43.   The overriding objective is to be found in rule 1.1(1), which provides:
   "These Rules are a new procedural code, with the overriding objective of enabling the court to deal with a case justly."
44.   Five important principles are set out in rule 1.1(2) by way of explaining what "dealing with a case justly" means. These include:
     "d) ensuring it is dealt with expeditiously and fairly."
45.   These are the principles that the court must take into account when deciding whether to exercise its discretion under rule 13.3.
46.   This court, in my judgment, would be doing nobody any service in seeking to reintroduce into the interpretation of these rules judgments of courts which were given under the old regime, in so far as the new regime has taken over from the old regime. I can see nothing in rule 13.3 or in the overriding objective in part 1 to suggest that, if a defendant does not give a reason for the delay, that is somehow or other a knockout blow, on which a claimant is entitled to rely in support of an irresistible submission that there is no material on which the court can exercise its discretion in the defendants' favour.

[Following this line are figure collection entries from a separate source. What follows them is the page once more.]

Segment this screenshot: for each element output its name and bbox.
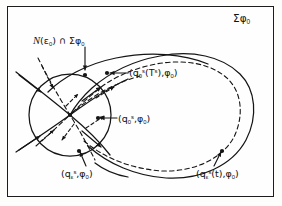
qepss-close: ) <box>89 168 93 179</box>
neighborhood-sub-2: 0 <box>81 41 84 47</box>
label-q0-s: (q0s,φ0) <box>118 114 150 124</box>
label-section-sigma-phi0: Σφ0 <box>233 13 250 24</box>
q0ts-open: (q <box>129 67 139 78</box>
dashed-homoclinic-loop <box>70 62 240 171</box>
qepss-comma: ,φ <box>76 168 85 179</box>
label-q0-s-of-Ts: (q0s(Ts),φ0) <box>129 68 177 78</box>
label-neighborhood-intersection: N(ε0) ∩ Σφ0 <box>33 36 84 47</box>
flow-arrow-dash-inner-up <box>66 94 78 106</box>
intersection-point-upper-circle <box>83 73 87 77</box>
phase-portrait-diagram <box>0 0 282 206</box>
intersection-point-qeps-t <box>220 149 224 153</box>
label-qeps-s: (qεs,φ0) <box>61 169 93 179</box>
leader-qeps-t <box>214 152 221 166</box>
flow-arrow-dash-inner-down <box>62 124 74 140</box>
solid-tail-lower-right <box>95 163 128 177</box>
intersection-point-saddle <box>68 113 72 117</box>
q0ts-close: ) <box>174 67 178 78</box>
q0ts-comma: ),φ <box>157 67 170 78</box>
flow-arrow-in-lower-left <box>19 136 40 150</box>
neighborhood-mid: ) ∩ Σφ <box>52 35 81 46</box>
qepst-mid: (t),φ <box>211 168 231 179</box>
qepst-open: (q <box>196 168 206 179</box>
flow-arrow-dash-upper <box>42 66 53 88</box>
q0s-comma: ,φ <box>134 113 143 124</box>
qepst-close: ) <box>235 168 239 179</box>
q0s-open: (q <box>118 113 128 124</box>
qepss-open: (q <box>61 168 71 179</box>
label-qeps-s-of-t: (qεs(t),φ0) <box>196 169 239 179</box>
q0s-close: ) <box>147 113 151 124</box>
flow-arrow-in-upper-left <box>19 75 41 92</box>
intersection-point-q0-ts <box>105 71 109 75</box>
intersection-point-qeps-s <box>77 149 81 153</box>
figure-root: Σφ0 N(ε0) ∩ Σφ0 (q0s(Ts),φ0) (q0s,φ0) (q… <box>0 0 282 206</box>
flow-arrow-out-lower-right <box>82 131 101 147</box>
unstable-manifold-branch-upper <box>38 58 95 160</box>
label-section-text: Σφ <box>233 12 247 24</box>
label-section-subscript: 0 <box>247 18 251 25</box>
neighborhood-prefix: (ε <box>40 35 49 46</box>
intersection-point-q0-s <box>96 116 100 120</box>
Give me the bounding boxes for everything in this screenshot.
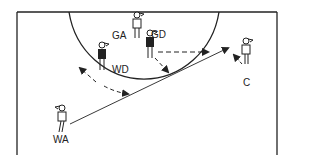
movement-gd-down bbox=[155, 58, 168, 72]
movement-wd-upleft bbox=[80, 68, 96, 82]
label-gd: GD bbox=[151, 30, 166, 40]
player-ga bbox=[133, 12, 144, 38]
player-c bbox=[242, 38, 253, 64]
label-wa: WA bbox=[53, 135, 69, 145]
shooting-circle bbox=[69, 12, 219, 79]
player-wd bbox=[98, 42, 109, 70]
label-ga: GA bbox=[112, 31, 126, 41]
movement-wd-downright bbox=[104, 86, 128, 94]
label-wd: WD bbox=[112, 65, 129, 75]
label-c: C bbox=[243, 78, 250, 88]
movement-c bbox=[234, 55, 242, 64]
player-wa bbox=[55, 105, 66, 132]
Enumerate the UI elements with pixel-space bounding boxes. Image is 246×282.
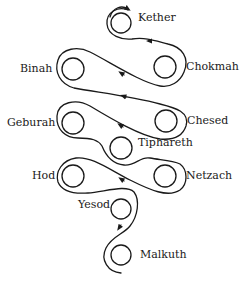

47.   The fact that the defendants have given no reason for a delay is, of course, one of those matters which the court may wish to take into account if there is a long, unexplained delay, and if the claimants would be prejudiced if a judgment were set aside. This court should, however, in my judgment refrain from being prescriptive about the way Circuit Judges and District Judges in the exercise of their discretion should apply rule 13.3. We are operating a new procedural code (rule 1.1) and we must not be tempted to return to earlier judgments decided under the previous rules and have them cited all over again, with attempts to distinguish one conflicting decision from another. As I have said, the new rules form a new procedural code. Judges in the lower courts are given ample scope to decide justly, having their eyes on the overriding objective, how to exercise their discretion in different situations. From time to time it may be that this court will have to give further guidelines, but this is not, in my judgment, such an occasion.
48.   These closing comments of mine must, as Mr Gilmour accepted, be treated as obiter dicta. It appeared to me, however, that a serious practical problem existed on which it was desirable for this court to give an indication to the lower courts about the appropriate route by which they should set out to solve it. For that reason I have included this final passage in my judgment.
49.   For the reasons I have given, I would allow this appeal and we will now hear counsel in due course as to the consequential directions we should make.
50.   LORD JUSTICE WALKER: I agree that this appeal should be allowed for the reasons stated by my Lord.